The Clockmaker’s Secret
In a small, forgotten village, a reclusive clockmaker hides a powerful secret within his intricate creations—time itself can be altered. One curious girl, drawn to the rhythmic ticking, discovers a hidden door leading to a world where moments stretch and memories shift. As she navigates this labyrinth of time, she must decide: change her past or embrace her present. In the end, the clockmaker’s secret teaches her that every second, even the painful ones, shapes the beauty of life.
The echo maker
Caverns carry the sounds of wingbeats. Bats hang on the underside of the cave, mating and roosting, slumbering during the daytime. Beneath them, other cave fauna make their home in the guano. Then, when nightfall arrives, the wingbeats echo off the cavern’s edges as hundreds of hungry hunters fly off in search of sustenance.
There are few who willingly enter caves - few human beings, that is. Echoes make us doubt ourselves, feel self conscious of the footsteps that would, on other surfaces, be silent. But some people study the creatures of the caves, the beings that live within. Some people study echoes themselves; the physics of sound, how it bounces off objects.
There’s a connection between echoes and water - most creatures that use echolocation are aquatic, as electricity travels more easily in water. Fish have an electric sense to make the most of that reality. Mammals that echolocate are usually ones that returned to the sea, cetaceans communicating across oceans. But even on land, caves were formed by water, ancient water. There, too, mammals, the only ones capable of flying, use echoes to make their sense of the environment.
The echo maker, human ecologist, visitor to this world of echoes, entered the habitat, the cavern. So many creatures could be crushed beneath the feet that make those echoing footsteps, no matter how carefully said human points their lamp and watches where their feet land. So many small beings underfoot - centipedes, spiders, beetles; guano is quite a foundation for an ecosystem to be built on.
Certain species can only be found in specific caverns, and the unwelcome human has to be the one to record said species’ existence, count their numbers if possible, try to kill minimally in spite of humanity’s footprint on the planet crushing far less isolated ecosystems than these.
Maybe the creatures prefer not to be recorded or counted, to live unnoticed in the caverns, echo makers but without anyone but other echo makers to hear said echoes. Maybe the human would perish, unpreserved except in skeletal remains. The feat of removing a human in a cave is far more difficult than the feat of recycling beings with exoskeletons. Maybe all that will remain are echoes of a maker, of a person attempting to make a hidden world slightly less hidden.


How to complete this task
Please state how many lines below include the word "HerzegowinaBulgarienKosovoKroati"; the reply should be the number only.

Source data
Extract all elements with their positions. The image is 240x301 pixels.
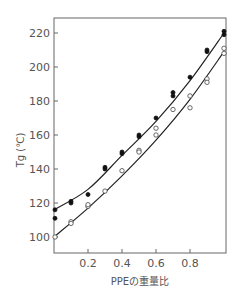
open-data-point <box>154 133 158 137</box>
open-data-point <box>171 107 175 111</box>
open-data-point <box>120 169 124 173</box>
open-data-point <box>137 150 141 154</box>
open-data-point <box>222 51 226 55</box>
filled-data-point <box>188 75 192 79</box>
y-tick-label: 120 <box>29 197 50 210</box>
x-tick-label: 0.8 <box>181 257 199 270</box>
open-data-point <box>222 46 226 50</box>
filled-data-point <box>120 150 124 154</box>
filled-data-point <box>103 165 107 169</box>
x-tick-label: 0.2 <box>79 257 97 270</box>
open-data-point <box>103 189 107 193</box>
chart-canvas: 100120140160180200220 0.20.40.60.8 Tg (℃… <box>0 0 240 301</box>
y-tick-label: 160 <box>29 129 50 142</box>
open-data-point <box>188 94 192 98</box>
filled-data-point <box>86 193 90 197</box>
open-data-point <box>86 203 90 207</box>
y-axis-label: Tg (℃) <box>15 133 26 169</box>
filled-data-point <box>154 116 158 120</box>
filled-data-point <box>171 91 175 95</box>
y-tick-label: 140 <box>29 163 50 176</box>
y-tick-label: 100 <box>29 231 50 244</box>
filled-data-point <box>222 29 226 33</box>
filled-data-point <box>205 48 209 52</box>
filled-data-point <box>69 201 73 205</box>
open-data-point <box>53 235 57 239</box>
filled-data-point <box>53 208 57 212</box>
fit-curve <box>54 33 224 210</box>
x-tick-label: 0.6 <box>147 257 165 270</box>
y-tick-label: 180 <box>29 95 50 108</box>
open-data-point <box>154 126 158 130</box>
fit-curve <box>54 52 224 237</box>
y-tick-label: 200 <box>29 61 50 74</box>
filled-data-point <box>53 216 57 220</box>
x-axis: 0.20.40.60.8 <box>79 249 199 270</box>
data-points <box>53 29 226 239</box>
x-axis-label: PPEの重量比 <box>111 275 169 287</box>
y-tick-label: 220 <box>29 27 50 40</box>
open-data-point <box>188 106 192 110</box>
open-data-point <box>205 80 209 84</box>
tg-vs-ppe-chart: 100120140160180200220 0.20.40.60.8 Tg (℃… <box>0 0 240 301</box>
x-tick-label: 0.4 <box>113 257 131 270</box>
open-data-point <box>69 221 73 225</box>
filled-data-point <box>137 133 141 137</box>
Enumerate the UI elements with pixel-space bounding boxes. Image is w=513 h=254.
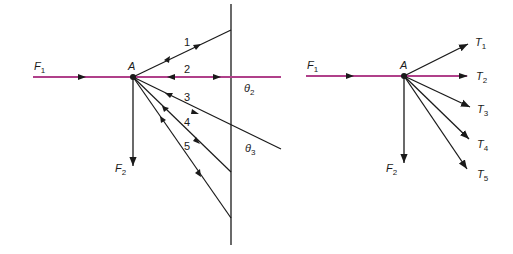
ray-3-arrow-out-icon xyxy=(191,109,199,114)
ray-1 xyxy=(133,30,231,77)
f1-arrow-right-icon xyxy=(346,73,354,79)
t5-line xyxy=(404,76,467,169)
label-f2-left: F2 xyxy=(115,162,127,177)
label-a-left: A xyxy=(127,60,135,72)
t4-line xyxy=(404,76,469,139)
label-t1: T1 xyxy=(475,36,487,51)
t2-arrow-icon xyxy=(459,73,468,79)
left-diagram: A F1 F2 1 2 3 4 5 θ2 θ3 xyxy=(33,4,281,245)
label-ray-1: 1 xyxy=(184,36,190,48)
point-a-right xyxy=(401,73,407,79)
label-t4: T4 xyxy=(477,138,489,153)
label-theta-2: θ2 xyxy=(244,82,255,97)
f1-arrow-icon xyxy=(78,74,86,80)
ray-5 xyxy=(133,77,231,218)
label-t3: T3 xyxy=(477,103,489,118)
label-f1-left: F1 xyxy=(34,60,46,75)
right-diagram: A F1 F2 T1 T2 T3 T4 T5 xyxy=(306,36,489,183)
point-a xyxy=(130,74,136,80)
label-ray-5: 5 xyxy=(184,140,190,152)
ray-2-arrow-in-icon xyxy=(167,74,175,80)
label-f2-right: F2 xyxy=(386,162,398,177)
label-ray-2: 2 xyxy=(184,63,190,75)
ray-5-arrow-in-icon xyxy=(160,116,166,123)
label-theta-3: θ3 xyxy=(245,142,256,157)
t1-line xyxy=(404,44,468,76)
force-diagram: A F1 F2 1 2 3 4 5 θ2 θ3 A F1 F2 T1 T2 T3… xyxy=(0,0,513,254)
ray-3 xyxy=(133,77,281,149)
label-ray-3: 3 xyxy=(184,91,190,103)
label-f1-right: F1 xyxy=(307,59,319,74)
label-t5: T5 xyxy=(477,168,489,183)
ray-4 xyxy=(133,77,231,172)
ray-2-arrow-out-icon xyxy=(213,74,221,80)
label-t2: T2 xyxy=(476,70,488,85)
label-ray-4: 4 xyxy=(184,116,190,128)
label-a-right: A xyxy=(399,59,407,71)
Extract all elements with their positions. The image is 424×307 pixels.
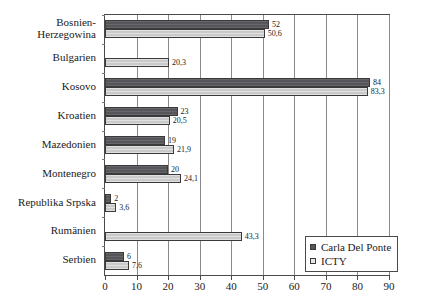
x-axis-tick-label: 40 <box>226 280 237 292</box>
category-tick <box>102 159 105 160</box>
bar-icty <box>105 232 242 241</box>
bar-group: 5250,6 <box>105 15 389 44</box>
bar-icty <box>105 203 116 212</box>
chart-legend: Carla Del Ponte ICTY <box>305 236 398 272</box>
category-tick <box>102 188 105 189</box>
x-axis-tick-label: 20 <box>163 280 174 292</box>
legend-item-carla-del-ponte: Carla Del Ponte <box>310 240 391 254</box>
bar-chart: Bosnien-HerzegowinaBulgarienKosovoKroati… <box>0 0 424 307</box>
category-label-mazedonien: Mazedonien <box>42 138 96 151</box>
bar-value-label: 21,9 <box>177 145 191 154</box>
bar-icty <box>105 145 174 154</box>
value-axis: 0102030405060708090 <box>104 276 390 296</box>
bar-value-label: 19 <box>168 136 176 145</box>
legend-item-icty: ICTY <box>310 254 391 268</box>
bar-value-label: 6 <box>127 252 131 261</box>
category-tick <box>102 44 105 45</box>
bar-group: 8483,3 <box>105 73 389 102</box>
x-axis-tick-label: 50 <box>257 280 268 292</box>
x-axis-tick-label: 60 <box>289 280 300 292</box>
bar-carla-del-ponte <box>105 20 269 29</box>
category-axis-labels: Bosnien-HerzegowinaBulgarienKosovoKroati… <box>0 14 100 276</box>
bar-group: 20,3 <box>105 44 389 73</box>
x-axis-tick-label: 90 <box>384 280 395 292</box>
bar-icty <box>105 29 265 38</box>
bar-value-label: 20,5 <box>173 116 187 125</box>
x-axis-tick-label: 30 <box>194 280 205 292</box>
legend-label: Carla Del Ponte <box>321 240 391 254</box>
category-tick <box>102 15 105 16</box>
category-label-serbien: Serbien <box>62 253 96 266</box>
bar-carla-del-ponte <box>105 107 178 116</box>
bar-value-label: 7,6 <box>132 261 142 270</box>
bar-carla-del-ponte <box>105 252 124 261</box>
legend-swatch-icon-carla-del-ponte <box>310 244 316 250</box>
bar-value-label: 50,6 <box>268 29 282 38</box>
bar-value-label: 23 <box>181 107 189 116</box>
bar-carla-del-ponte <box>105 165 168 174</box>
category-label-montenegro: Montenegro <box>42 167 96 180</box>
category-label-bulgarien: Bulgarien <box>53 51 96 64</box>
category-tick <box>102 102 105 103</box>
bar-value-label: 84 <box>373 78 381 87</box>
x-axis-tick-label: 70 <box>320 280 331 292</box>
bar-carla-del-ponte <box>105 194 111 203</box>
legend-label: ICTY <box>321 254 347 268</box>
bar-value-label: 2 <box>114 194 118 203</box>
bar-value-label: 20 <box>171 165 179 174</box>
bar-value-label: 3,6 <box>119 203 129 212</box>
category-label-kroatien: Kroatien <box>58 109 96 122</box>
category-label-rum-nien: Rumänien <box>51 224 96 237</box>
bar-icty <box>105 87 368 96</box>
bar-value-label: 20,3 <box>172 58 186 67</box>
bar-group: 23,6 <box>105 188 389 217</box>
bar-group: 1921,9 <box>105 131 389 160</box>
bar-icty <box>105 174 181 183</box>
category-tick <box>102 217 105 218</box>
category-label-kosovo: Kosovo <box>62 80 96 93</box>
bar-carla-del-ponte <box>105 136 165 145</box>
bar-group: 2320,5 <box>105 102 389 131</box>
bar-value-label: 83,3 <box>371 87 385 96</box>
category-tick <box>102 246 105 247</box>
x-axis-tick-label: 80 <box>352 280 363 292</box>
category-label-republika-srpska: Republika Srpska <box>18 196 96 209</box>
bar-icty <box>105 116 170 125</box>
category-tick <box>102 73 105 74</box>
bar-icty <box>105 58 169 67</box>
legend-swatch-icon-icty <box>310 258 316 264</box>
bar-icty <box>105 261 129 270</box>
x-axis-tick-label: 10 <box>131 280 142 292</box>
bar-value-label: 52 <box>272 20 280 29</box>
bar-value-label: 43,3 <box>245 232 259 241</box>
x-axis-tick-label: 0 <box>102 280 108 292</box>
bar-value-label: 24,1 <box>184 174 198 183</box>
bar-group: 2024,1 <box>105 159 389 188</box>
category-label-bosnien-herzegowina: Bosnien-Herzegowina <box>37 16 96 41</box>
bar-carla-del-ponte <box>105 78 370 87</box>
category-tick <box>102 131 105 132</box>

Completed task
2